Bankruptcy: the gamble that backfired

SPOKANE (WA)
National

Words matter. More for a church than for other institutions because religion purports to be about truth. These truths, especially in the Catholic church, are largely conveyed through words -- scripture, pastoral letters, encyclicals, books, homilies, even newspapers.

And, of late, in court documents.

In the two-plus decades we have reported and commented on the clergy sex abuse scandal, we have witnessed church leaders torture the language to avoid accountability.

“Mistakes were made,” say some bishops, wary of attaching a personal pronoun to the criminal behavior of church officials who transferred child molesters from one kid-rich environment to another.

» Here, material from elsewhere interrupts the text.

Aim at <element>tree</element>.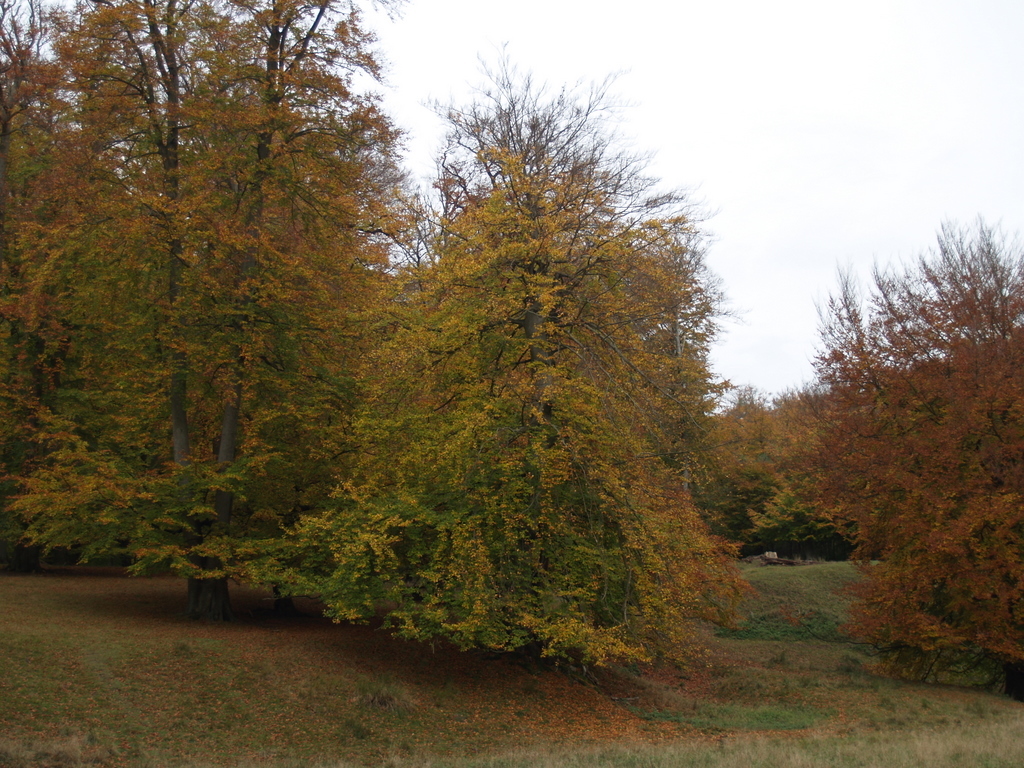
Aimed at l=309, t=98, r=737, b=674.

“We treated the problem as a sin, not a crime,” say other church leaders, as if the two are mutually exclusive.

“We relied too heavily on the therapeutic community,” say some bishops, which may be true but is hardly exculpatory.

Most famously, perhaps, was then-Bridgeport, Conn., Archbishop Edward Egan’s 1997 testimony that the priests of the diocese were not employed by the church, and therefore answerable to him, but were instead “independent contractors.” Egan subsequently became the cardinal archbishop of New York.

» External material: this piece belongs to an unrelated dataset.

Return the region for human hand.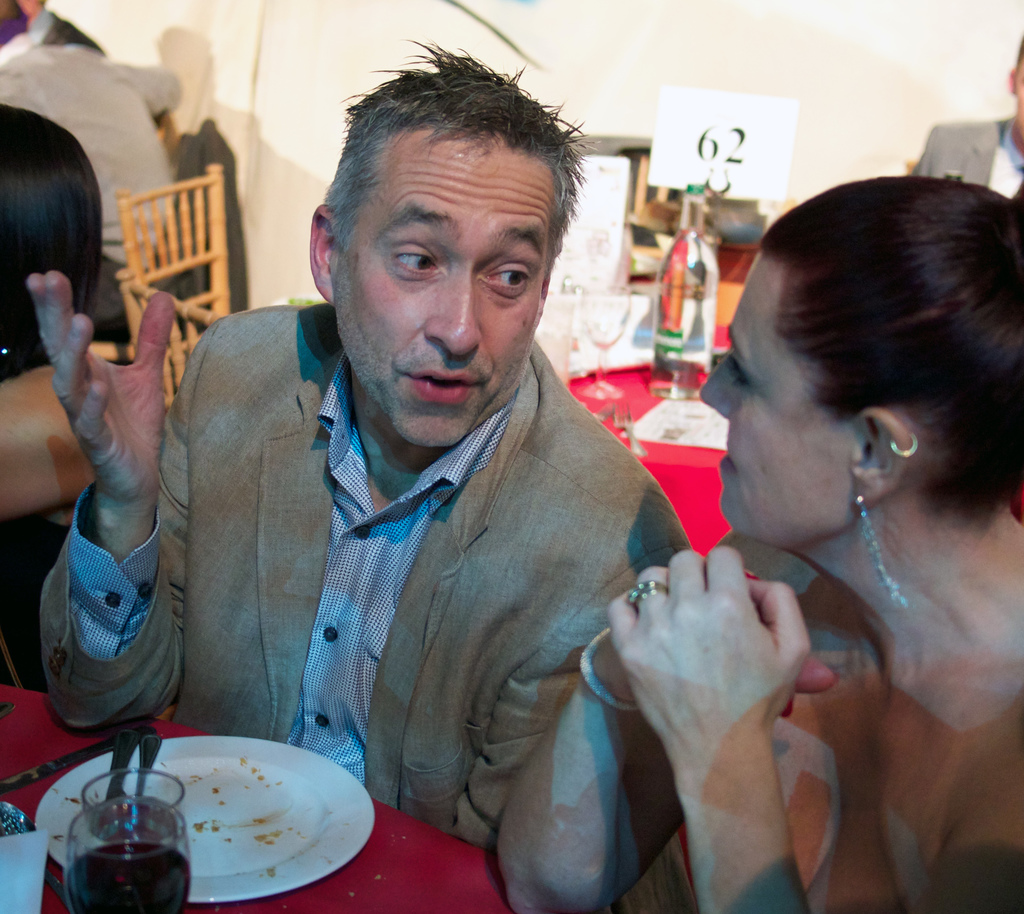
pyautogui.locateOnScreen(590, 626, 839, 717).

On the other side of the country, the language is as tortured in the bankruptcy proceedings of the dioceses of Spokane, Wash., and Portland, Ore. There, the church’s high-priced legal teams designed a too-clever-by-half, two-pronged strategy: First, forestall civil litigation against the church (and define its parameters) by voluntarily seeking the protection of federal bankruptcy courts and next, limit potential payments to creditors by shrinking the size of the pot established to pay off claimants.